The offshore wind sector is not just driving the revitalisation of the manufacturing sector in the UK, it is also deploying some cutting-edge technology.
The latest offshore wind farms employ turbines with a typical power capacity of 3 to 3.6 megawatts (MW) but, targeting the Crown Estate’s 33-gigawatt (GW) Round 3 programme where construction is set to start in the middle of the decade, the world’s leading turbine makers are bringing to market machines with double the capacity.
These turbines will be taller than The Gherkin building in London and have turbine-rotor diameters larger than the London Eye. They will stand in waters up to 60 metres deep and, in some cases, more than 200 kilometres from shore.
French power generation equipment manufacturer Alstom has designed its first offshore wind turbine – the 6MW Haliade 150 – with Round 3 in mind. Once serial production commences in 2014, Alstom plans to install 200 of the turbines, which are designed to operate at a depth of around 35 metres and a wind speed of 9.5 metres/second, every year in the UK and France, equivalent to 1.2GW of new capacity per annum.
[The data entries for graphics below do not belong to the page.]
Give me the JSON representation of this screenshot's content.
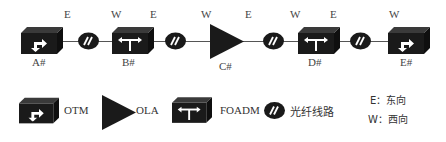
{
  "diagram": {
    "nodes": [
      {
        "id": "A",
        "label": "A#",
        "type": "OTM"
      },
      {
        "id": "B",
        "label": "B#",
        "type": "FOADM"
      },
      {
        "id": "C",
        "label": "C#",
        "type": "OLA"
      },
      {
        "id": "D",
        "label": "D#",
        "type": "FOADM"
      },
      {
        "id": "E",
        "label": "E#",
        "type": "OTM"
      }
    ],
    "direction_labels": [
      "E",
      "W",
      "E",
      "W",
      "E",
      "W",
      "E",
      "W"
    ],
    "links": [
      {
        "from": "A#",
        "to": "B#",
        "type": "fiber"
      },
      {
        "from": "B#",
        "to": "C#",
        "type": "fiber"
      },
      {
        "from": "C#",
        "to": "D#",
        "type": "fiber"
      },
      {
        "from": "D#",
        "to": "E#",
        "type": "fiber"
      }
    ]
  },
  "legend": {
    "otm": "OTM",
    "ola": "OLA",
    "foadm": "FOADM",
    "fiber": "光纤线路",
    "east": "E：东向",
    "west": "W：西向"
  },
  "colors": {
    "icon_fill": "#1a1a1a",
    "icon_top": "#2e2e2e",
    "line": "#555555",
    "background": "#ffffff"
  }
}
Frederic Hendrick, Alstom’s vice-president of offshore wind, believes 6MW is the optimum size of turbines for Round 3. “We looked at various power ratings up to 10MW and what is required in terms of blade length, the weight of the nacelle and the implications for the turbine substructure, which can account for 30 to 40 per cent of the total cost. We found 6MW to offer the best value in terms of total cost of electricity.”
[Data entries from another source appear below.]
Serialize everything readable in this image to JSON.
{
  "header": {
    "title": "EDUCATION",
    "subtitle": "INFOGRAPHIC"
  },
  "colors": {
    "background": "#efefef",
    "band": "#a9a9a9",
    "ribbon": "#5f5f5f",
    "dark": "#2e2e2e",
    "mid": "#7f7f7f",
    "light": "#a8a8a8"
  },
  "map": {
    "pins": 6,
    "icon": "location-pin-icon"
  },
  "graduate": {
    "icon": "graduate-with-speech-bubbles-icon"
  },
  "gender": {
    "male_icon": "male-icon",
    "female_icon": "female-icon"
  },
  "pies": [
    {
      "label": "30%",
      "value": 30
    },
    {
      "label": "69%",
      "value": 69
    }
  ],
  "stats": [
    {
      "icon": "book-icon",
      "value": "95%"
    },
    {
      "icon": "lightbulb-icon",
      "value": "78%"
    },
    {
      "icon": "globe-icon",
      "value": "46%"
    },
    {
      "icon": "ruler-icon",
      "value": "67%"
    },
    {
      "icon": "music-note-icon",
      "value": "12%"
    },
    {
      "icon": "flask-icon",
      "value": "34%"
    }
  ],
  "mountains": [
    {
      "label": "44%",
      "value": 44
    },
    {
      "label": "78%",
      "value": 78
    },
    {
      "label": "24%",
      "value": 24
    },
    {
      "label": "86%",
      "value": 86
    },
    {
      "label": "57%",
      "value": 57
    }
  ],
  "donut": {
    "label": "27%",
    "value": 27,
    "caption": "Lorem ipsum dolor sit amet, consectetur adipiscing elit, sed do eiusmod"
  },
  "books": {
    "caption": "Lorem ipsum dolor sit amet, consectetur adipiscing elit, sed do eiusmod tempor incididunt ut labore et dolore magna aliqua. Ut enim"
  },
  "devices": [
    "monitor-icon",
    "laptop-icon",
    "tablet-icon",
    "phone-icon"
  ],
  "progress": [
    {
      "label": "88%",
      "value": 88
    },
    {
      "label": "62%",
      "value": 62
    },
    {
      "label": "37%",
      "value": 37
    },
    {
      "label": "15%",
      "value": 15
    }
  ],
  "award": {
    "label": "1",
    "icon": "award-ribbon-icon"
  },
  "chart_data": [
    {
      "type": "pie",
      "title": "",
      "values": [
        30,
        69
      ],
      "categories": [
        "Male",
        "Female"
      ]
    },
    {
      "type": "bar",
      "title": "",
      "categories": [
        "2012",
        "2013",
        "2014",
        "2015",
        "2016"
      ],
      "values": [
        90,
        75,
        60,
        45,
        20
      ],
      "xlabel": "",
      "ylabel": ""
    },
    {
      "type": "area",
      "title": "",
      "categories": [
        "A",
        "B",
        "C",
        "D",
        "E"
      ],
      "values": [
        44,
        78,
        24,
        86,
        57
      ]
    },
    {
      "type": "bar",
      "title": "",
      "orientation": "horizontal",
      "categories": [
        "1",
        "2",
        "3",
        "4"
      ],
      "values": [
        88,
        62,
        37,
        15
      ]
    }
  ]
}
Turbines will be taller than The Gherkin and have rotor diameters larger than the London Eye
Siemens is also launching a 6MW turbine, the SWT-6.0. The German company has started building two test machines at Danish utility Dong Energy’s Gunfleet Sands array off the Essex coast. When they come on line in November, these will be the biggest turbines deployed in the UK.
Both manufacturers have opted for direct drive permanent magnet generators rather than gearboxes, which are prone to malfunction in the harsh, turbulent environment of an offshore wind farm. Henrik Stiesdal, chief technology officer of Siemens Wind, says direct drive generators also make the nacelle lighter, thus reducing stress on the substructure.
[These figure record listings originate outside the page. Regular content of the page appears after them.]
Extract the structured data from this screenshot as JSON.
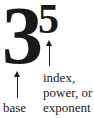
{
  "diagram": {
    "base_digit": "3",
    "exponent_digit": "5",
    "base_label": "base",
    "exponent_label_lines": [
      "index,",
      "power, or",
      "exponent"
    ]
  }
}
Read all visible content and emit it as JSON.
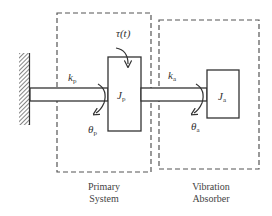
{
  "diagram": {
    "colors": {
      "line": "#333333",
      "dash": "#555555",
      "text": "#333333",
      "background": "#ffffff"
    },
    "labels": {
      "torque": "τ(t)",
      "kp_main": "k",
      "kp_sub": "p",
      "Jp_main": "J",
      "Jp_sub": "p",
      "thetap_main": "θ",
      "thetap_sub": "p",
      "ka_main": "k",
      "ka_sub": "a",
      "Ja_main": "J",
      "Ja_sub": "a",
      "thetaa_main": "θ",
      "thetaa_sub": "a"
    },
    "groups": {
      "primary": {
        "line1": "Primary",
        "line2": "System"
      },
      "absorber": {
        "line1": "Vibration",
        "line2": "Absorber"
      }
    },
    "components": [
      "fixed-wall",
      "primary-shaft",
      "primary-inertia",
      "absorber-shaft",
      "absorber-inertia"
    ]
  }
}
“So far, large wind turbines have always been heavier per megawatt than small ones,” he says. “The SWT-6.0 breaks this rule and has a weight per megawatt similar to many machines in the 2-3MW range.”
It is not clear that ever-larger turbines will be cost-effective, says Alstom’s Mr Hendrick. “It would be easy to make a 10MW turbine, but it would have a poor capacity factor. Our customers need simple, robust, reliable and efficient machines to minimise maintenance costs, which are a killer for offshore wind.” Alstom hopes the Haliade 150 will need to be maintained only once a year.
Larger turbines need larger foundations and at depths of 30 metres or more, low-tech, relatively low-cost steel monopiles hammered into the seabed start to become impractical. Steel jacket foundations, which resemble miniature oil rigs, will play a significant role in Round 3.
To exploit the deeper waters off the north-west coasts of Scotland and Cornwall, however, something more radical will be needed: floating turbines. The Energy Technologies Institute is looking at proposals to build a £25-million floating wind turbine demonstration project, which will see the installation of a 5-7MW prototype in waters 60 to 100 metres deep by early-2016.
Current floating designs envisage using horizontal-axis turbines that look similar to current models, but floating vertical-axis wind turbines are under active exploration, says Dr Simon Harrison, Mott MacDonald’s director of energy. “If they show promise, they are going to be the way forward for deep-water offshore wind farms.”